AlphaFold of all Phage Lambda Proteins

DeepMind’s AlphaFold is winning at predicting tertiary structures from primary amino acid sequences. We thought it would be fun to investigate how it performed on phage Lambda.

We took the NCBI version of λ and extracted all the proteins, and then ran them through AlphaFold. It was able to make a prediction for all the proteins except for three proteins: NP_040594.1 (144 amino acids), NP_040597.1 (232 amino acids), and NP_040645.1 (158 amino acids).

Click to see a larger version

As you can see, many of the structures are just predicted to be long alpha helices with little order, but some of the structures are complex and closer representation to the predicted structures.

There are, of course, a heap of caveats to this analysis, including the fact that we did not (at this time) filter out any of the existing phage λ structures so one would hope that those are really good!

You can download all the best ranked structures for phage Lambda so you can view them in your favorite structure viewer

Fast correlations with turbocor

We often want to calculate Pearson correlation between different datasets, for example, we have used it to identify the hosts of different phages. Often, we want to calculate Pearson on really large matrices, and so our usual solution is to use crappy code and be patient!

However, recently Daniel Jones released turbocor, a fast, rust-based implementation, of pairwise Pearson correlations, and so we are intrigued to work with it. Here is a brief guide to making correlations using turbocor.

Continue reading

minimap2 hints

Here are some tips and tricks for minimap2 that I keep forgetting!

–split-prefix

If you have a large (>4 GB) multisequence index file, there are two options.

The first is to increase the value of -I when you build the index (preferred) so that the whole index is kept in memory. Note: This must be done when you build the index, you can’t build the index and then change -I during runtime.

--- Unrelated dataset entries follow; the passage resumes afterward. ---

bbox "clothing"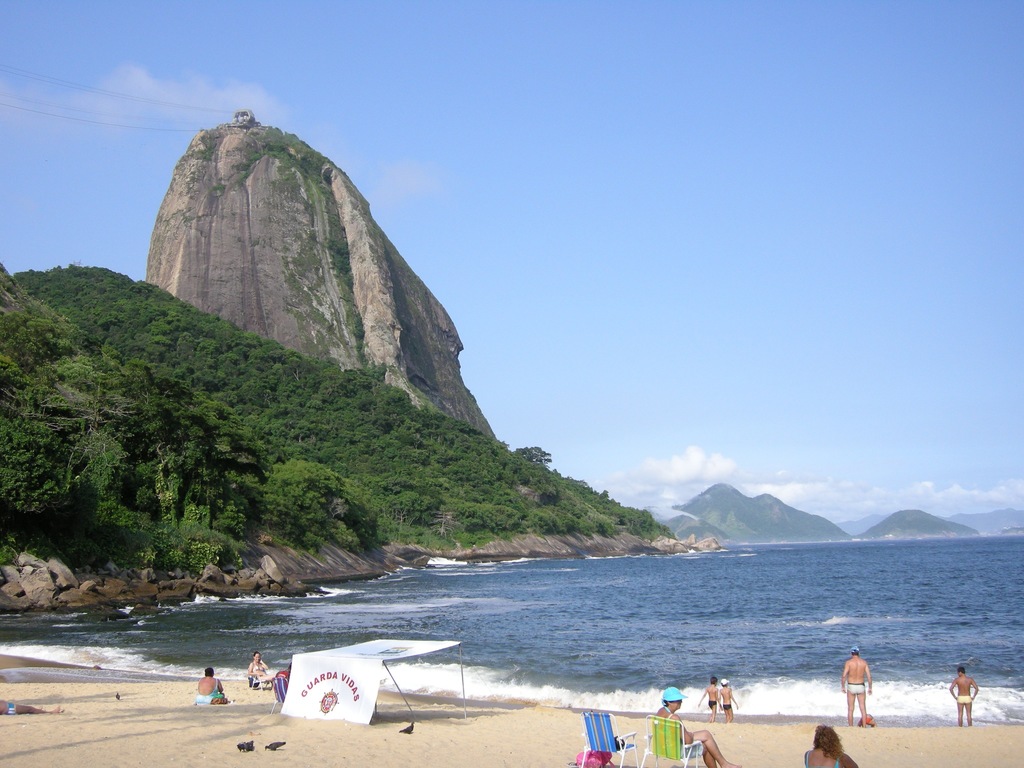
detection(721, 703, 732, 710)
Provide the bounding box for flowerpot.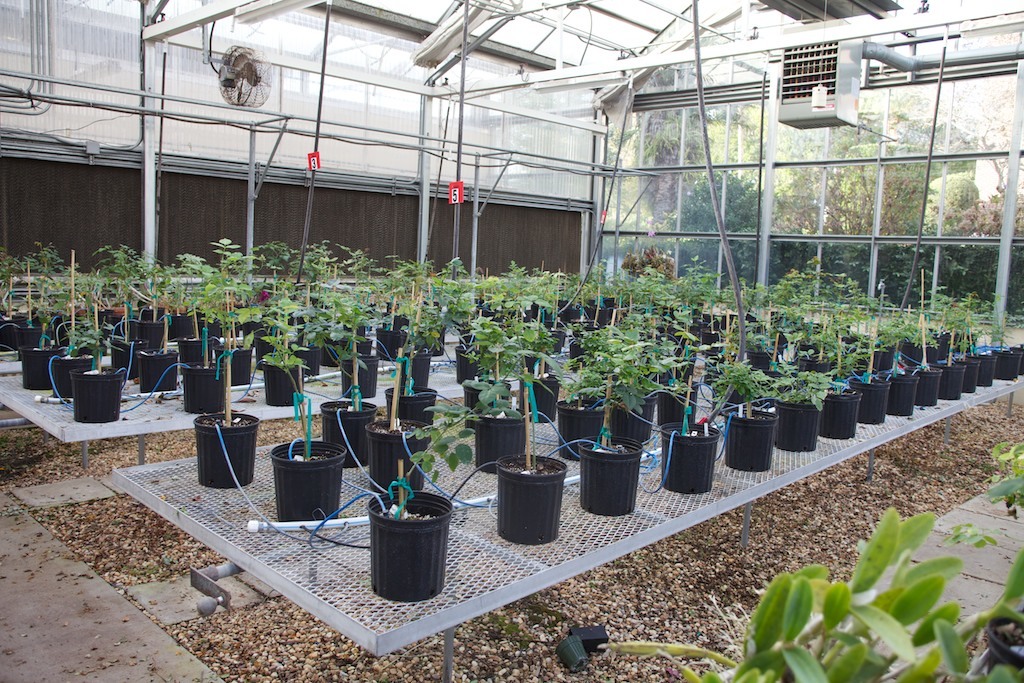
locate(743, 348, 779, 370).
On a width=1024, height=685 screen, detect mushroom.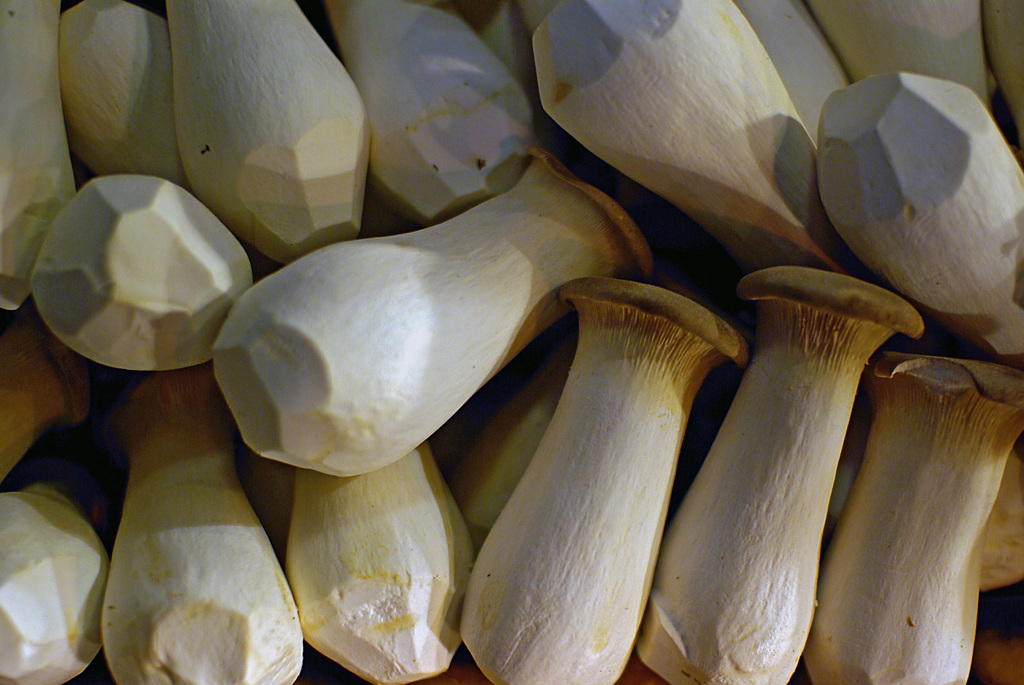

The second is to use --split-prefix with a string. For snakemake, there are two options:

  1. You can use "{sample}" as your prefix like so:
params:
    prfx = "{sample}"
...
shell:
    """
         minimap2 --split-prefix {params.prfx} ...
    """

2. You can use a random 6 character string like so:

import random, string

params:
        pfx = ''.join(random.choices(string.ascii_uppercase + string.digits, k=6)) 
...
shell:
    """
         minimap2 --split-prefix {params.prfx} ...
    """

The trick is here, things will probably break if your index file is small. If you see the errorr: [W::sam_hdr_create] Duplicated sequence it is probably because you have split a small index sequence, and the sequence IDs are being duplicated. Remove the --split-prefix option and you should be good.